[Opening Data for the task section]

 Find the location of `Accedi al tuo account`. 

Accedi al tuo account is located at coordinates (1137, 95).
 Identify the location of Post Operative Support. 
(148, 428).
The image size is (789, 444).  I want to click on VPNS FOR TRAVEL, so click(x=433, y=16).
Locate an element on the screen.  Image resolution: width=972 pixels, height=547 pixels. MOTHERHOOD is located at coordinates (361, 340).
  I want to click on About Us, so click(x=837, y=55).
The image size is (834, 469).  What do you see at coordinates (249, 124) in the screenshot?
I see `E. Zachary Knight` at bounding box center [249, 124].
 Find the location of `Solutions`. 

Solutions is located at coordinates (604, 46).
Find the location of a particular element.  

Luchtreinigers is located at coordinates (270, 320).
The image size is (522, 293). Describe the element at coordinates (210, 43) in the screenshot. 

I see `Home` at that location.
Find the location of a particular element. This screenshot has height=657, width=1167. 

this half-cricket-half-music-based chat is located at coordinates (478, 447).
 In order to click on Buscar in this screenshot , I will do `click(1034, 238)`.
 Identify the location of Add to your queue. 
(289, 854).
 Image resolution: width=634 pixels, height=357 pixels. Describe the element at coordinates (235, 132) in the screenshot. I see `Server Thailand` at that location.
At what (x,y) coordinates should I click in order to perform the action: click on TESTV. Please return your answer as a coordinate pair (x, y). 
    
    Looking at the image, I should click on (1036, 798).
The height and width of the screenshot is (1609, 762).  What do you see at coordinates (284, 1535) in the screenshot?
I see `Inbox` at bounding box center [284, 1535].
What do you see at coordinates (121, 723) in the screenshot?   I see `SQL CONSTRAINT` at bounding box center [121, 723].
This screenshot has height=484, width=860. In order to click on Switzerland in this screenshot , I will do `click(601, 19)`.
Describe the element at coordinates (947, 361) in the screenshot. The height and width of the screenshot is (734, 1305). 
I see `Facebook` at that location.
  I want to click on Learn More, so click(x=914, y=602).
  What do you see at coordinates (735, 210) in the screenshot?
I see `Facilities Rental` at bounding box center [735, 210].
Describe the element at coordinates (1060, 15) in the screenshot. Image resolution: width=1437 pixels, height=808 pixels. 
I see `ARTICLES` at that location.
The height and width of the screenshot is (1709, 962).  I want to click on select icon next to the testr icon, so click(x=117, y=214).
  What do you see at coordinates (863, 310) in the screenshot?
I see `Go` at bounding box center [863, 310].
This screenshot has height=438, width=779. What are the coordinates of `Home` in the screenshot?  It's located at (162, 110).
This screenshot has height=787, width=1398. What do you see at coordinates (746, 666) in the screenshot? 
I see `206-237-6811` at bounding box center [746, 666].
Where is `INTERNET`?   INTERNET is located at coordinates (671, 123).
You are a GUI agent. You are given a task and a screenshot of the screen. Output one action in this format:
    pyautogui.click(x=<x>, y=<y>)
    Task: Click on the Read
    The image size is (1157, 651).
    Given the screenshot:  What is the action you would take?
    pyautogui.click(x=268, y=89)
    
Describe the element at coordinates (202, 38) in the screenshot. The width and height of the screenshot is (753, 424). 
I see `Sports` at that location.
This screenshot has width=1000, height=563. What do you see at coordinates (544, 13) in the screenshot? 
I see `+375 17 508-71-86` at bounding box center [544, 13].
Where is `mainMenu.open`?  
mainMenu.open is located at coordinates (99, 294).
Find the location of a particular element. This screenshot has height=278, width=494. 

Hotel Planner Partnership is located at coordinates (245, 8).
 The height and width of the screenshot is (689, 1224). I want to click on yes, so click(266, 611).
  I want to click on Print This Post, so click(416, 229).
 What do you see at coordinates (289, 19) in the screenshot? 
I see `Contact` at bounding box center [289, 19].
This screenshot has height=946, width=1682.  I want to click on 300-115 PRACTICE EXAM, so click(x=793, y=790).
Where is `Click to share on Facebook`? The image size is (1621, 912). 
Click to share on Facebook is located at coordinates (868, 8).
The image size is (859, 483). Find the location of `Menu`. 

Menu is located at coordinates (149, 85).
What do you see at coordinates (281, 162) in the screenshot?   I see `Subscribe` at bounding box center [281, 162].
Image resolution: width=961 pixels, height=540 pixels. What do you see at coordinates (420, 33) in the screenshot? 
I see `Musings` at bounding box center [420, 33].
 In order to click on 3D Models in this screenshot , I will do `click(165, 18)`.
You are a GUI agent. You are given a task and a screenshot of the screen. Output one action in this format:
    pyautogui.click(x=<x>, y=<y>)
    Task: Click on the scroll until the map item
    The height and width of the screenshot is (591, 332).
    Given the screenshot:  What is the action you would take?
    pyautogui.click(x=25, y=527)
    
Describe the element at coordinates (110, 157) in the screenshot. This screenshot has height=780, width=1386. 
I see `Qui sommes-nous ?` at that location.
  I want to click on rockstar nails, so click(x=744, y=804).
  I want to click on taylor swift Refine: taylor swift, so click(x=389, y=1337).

[Closing Data for the task section]

* **Directions for this task**
Retype each line above, keeping every character.

* **Problem solution**
 Find the location of `Accedi al tuo account`. 

Accedi al tuo account is located at coordinates (1137, 95).
 Identify the location of Post Operative Support. 
(148, 428).
The image size is (789, 444).  I want to click on VPNS FOR TRAVEL, so click(x=433, y=16).
Locate an element on the screen.  Image resolution: width=972 pixels, height=547 pixels. MOTHERHOOD is located at coordinates (361, 340).
  I want to click on About Us, so click(x=837, y=55).
The image size is (834, 469).  What do you see at coordinates (249, 124) in the screenshot?
I see `E. Zachary Knight` at bounding box center [249, 124].
 Find the location of `Solutions`. 

Solutions is located at coordinates (604, 46).
Find the location of a particular element.  

Luchtreinigers is located at coordinates (270, 320).
The image size is (522, 293). Describe the element at coordinates (210, 43) in the screenshot. 

I see `Home` at that location.
Find the location of a particular element. This screenshot has height=657, width=1167. 

this half-cricket-half-music-based chat is located at coordinates (478, 447).
 In order to click on Buscar in this screenshot , I will do `click(1034, 238)`.
 Identify the location of Add to your queue. 
(289, 854).
 Image resolution: width=634 pixels, height=357 pixels. Describe the element at coordinates (235, 132) in the screenshot. I see `Server Thailand` at that location.
At what (x,y) coordinates should I click in order to perform the action: click on TESTV. Please return your answer as a coordinate pair (x, y). 
    
    Looking at the image, I should click on (1036, 798).
The height and width of the screenshot is (1609, 762).  What do you see at coordinates (284, 1535) in the screenshot?
I see `Inbox` at bounding box center [284, 1535].
What do you see at coordinates (121, 723) in the screenshot?   I see `SQL CONSTRAINT` at bounding box center [121, 723].
This screenshot has height=484, width=860. In order to click on Switzerland in this screenshot , I will do `click(601, 19)`.
Describe the element at coordinates (947, 361) in the screenshot. The height and width of the screenshot is (734, 1305). 
I see `Facebook` at that location.
  I want to click on Learn More, so click(x=914, y=602).
  What do you see at coordinates (735, 210) in the screenshot?
I see `Facilities Rental` at bounding box center [735, 210].
Describe the element at coordinates (1060, 15) in the screenshot. Image resolution: width=1437 pixels, height=808 pixels. 
I see `ARTICLES` at that location.
The height and width of the screenshot is (1709, 962).  I want to click on select icon next to the testr icon, so click(x=117, y=214).
  What do you see at coordinates (863, 310) in the screenshot?
I see `Go` at bounding box center [863, 310].
This screenshot has height=438, width=779. What are the coordinates of `Home` in the screenshot?  It's located at (162, 110).
This screenshot has height=787, width=1398. What do you see at coordinates (746, 666) in the screenshot? 
I see `206-237-6811` at bounding box center [746, 666].
Where is `INTERNET`?   INTERNET is located at coordinates (671, 123).
You are a GUI agent. You are given a task and a screenshot of the screen. Output one action in this format:
    pyautogui.click(x=<x>, y=<y>)
    Task: Click on the Read
    The image size is (1157, 651).
    Given the screenshot:  What is the action you would take?
    pyautogui.click(x=268, y=89)
    
Describe the element at coordinates (202, 38) in the screenshot. The width and height of the screenshot is (753, 424). 
I see `Sports` at that location.
This screenshot has width=1000, height=563. What do you see at coordinates (544, 13) in the screenshot? 
I see `+375 17 508-71-86` at bounding box center [544, 13].
Where is `mainMenu.open`?  
mainMenu.open is located at coordinates (99, 294).
Find the location of a particular element. This screenshot has height=278, width=494. 

Hotel Planner Partnership is located at coordinates (245, 8).
 The height and width of the screenshot is (689, 1224). I want to click on yes, so click(266, 611).
  I want to click on Print This Post, so click(416, 229).
 What do you see at coordinates (289, 19) in the screenshot? 
I see `Contact` at bounding box center [289, 19].
This screenshot has height=946, width=1682.  I want to click on 300-115 PRACTICE EXAM, so click(x=793, y=790).
Where is `Click to share on Facebook`? The image size is (1621, 912). 
Click to share on Facebook is located at coordinates (868, 8).
The image size is (859, 483). Find the location of `Menu`. 

Menu is located at coordinates (149, 85).
What do you see at coordinates (281, 162) in the screenshot?   I see `Subscribe` at bounding box center [281, 162].
Image resolution: width=961 pixels, height=540 pixels. What do you see at coordinates (420, 33) in the screenshot? 
I see `Musings` at bounding box center [420, 33].
 In order to click on 3D Models in this screenshot , I will do `click(165, 18)`.
You are a GUI agent. You are given a task and a screenshot of the screen. Output one action in this format:
    pyautogui.click(x=<x>, y=<y>)
    Task: Click on the scroll until the map item
    The height and width of the screenshot is (591, 332).
    Given the screenshot:  What is the action you would take?
    pyautogui.click(x=25, y=527)
    
Describe the element at coordinates (110, 157) in the screenshot. This screenshot has height=780, width=1386. 
I see `Qui sommes-nous ?` at that location.
  I want to click on rockstar nails, so click(x=744, y=804).
  I want to click on taylor swift Refine: taylor swift, so click(x=389, y=1337).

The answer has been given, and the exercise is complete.